Basics of proper grammar
Let beginning writers skip grammar jargon

Just four concepts are all the proper grammar students need as a foundation for writing. The four essential concepts are:

  • The concept of sentence, which implies the opposite concept of a nonsentence.

  • Subject

  • Verb

  • Modifier

English language and linguistics expert Rei I. Noguchi says knowing just these four concepts is all writers need to correct most of the errors in grammar and punctuation that crop up regularly in student writing.

Cramming students with proper grammar before you teach them to write may make it harder for them to learn to write. The more they study grammar before you start real writing instruction, the more students come to believe writing is all about grammar.

Replace terms with categories

Essentially, Noguchi replaces dozens of grammatical terms with a few grammatical categories.
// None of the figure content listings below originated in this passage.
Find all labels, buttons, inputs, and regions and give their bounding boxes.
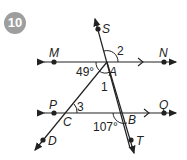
- angle-49-arc: [96, 62, 100, 71]
- label-n: N: [159, 46, 168, 60]
- label-p: P: [49, 98, 57, 112]
- point-d: [40, 137, 45, 142]
- angle-label-2: 2: [117, 44, 124, 58]
- label-m: M: [49, 46, 59, 60]
- angle-label-107: 107°: [93, 120, 118, 134]
- label-s: S: [102, 22, 110, 36]
- label-d: D: [48, 134, 57, 148]
- line-ad: [35, 62, 107, 150]
- label-q: Q: [159, 98, 168, 112]
- label-c: C: [63, 115, 72, 129]
- angle-label-1: 1: [101, 80, 108, 94]
- label-a: A: [108, 65, 117, 79]
- angle-label-3: 3: [77, 100, 84, 114]
- label-t: T: [136, 134, 145, 148]
- label-b: B: [128, 113, 136, 127]
- point-n: [161, 59, 166, 64]
- angle-label-49: 49°: [76, 65, 94, 79]
- point-m: [51, 59, 56, 64]
- geometry-diagram: M N P Q S A B C D T 2 49° 1 3 107°: [0, 0, 187, 160]
- point-t: [128, 137, 133, 142]
- point-s: [95, 26, 100, 31]
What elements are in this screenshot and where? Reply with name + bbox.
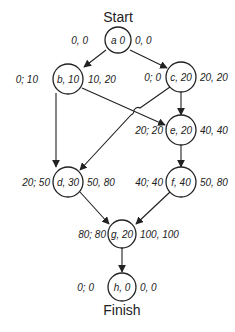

Students learn a few basic rules that are broad enough to comprise a whole series of specific rules.

A few of the simpler examples from his text will give the flavor of how his minimalist grammar works.

Example 1

The most frequent error found in the 1988 Connors-Lunsford research on the top errors in student writing, is the missing comma after an introductory element. The rule is "a modifier preceding the independent clause should be set off by a comma."

In Noguchi's simplified grammar, the rule becomes, "If a fragment occurs before a sentence, it is set off from the sentence by a comma."

Example 2

Two errors on the Connors-Lunsford list involve failure to distinguish between a restrictive and a nonrestrictive element. If the element is restrictive it is not set off by commas. If it is nonrestrictive, it is set off by commas.

Using Noguchi's minimal grammar for writing, the rule would read something like this:

1) If a fragment immediately follows the person, place, or thing it describes, and 2) if the fragment may be deleted without changing the essential meaning of the sentence, then you should place commas before and after the fragment.

Example 3

Most grammar texts say to separate the independent clauses in a compound sentence by a comma.

That could be simplified using Noguchi's terminology to this:

When two sentences are joined by and, but or or, put a comma between the two sentences.

More about Noguchi's studies

Noguchi book on essential grammar for writingNoguchi discusses concepts that are foundational to proper grammar (and much more) in his 1991 book Grammar and the Teaching of Writing: Limits and Possibilities published by the National Council of Teachers of English. You can search for a copy in a library near you using the WorldCat search box above in the right hand column.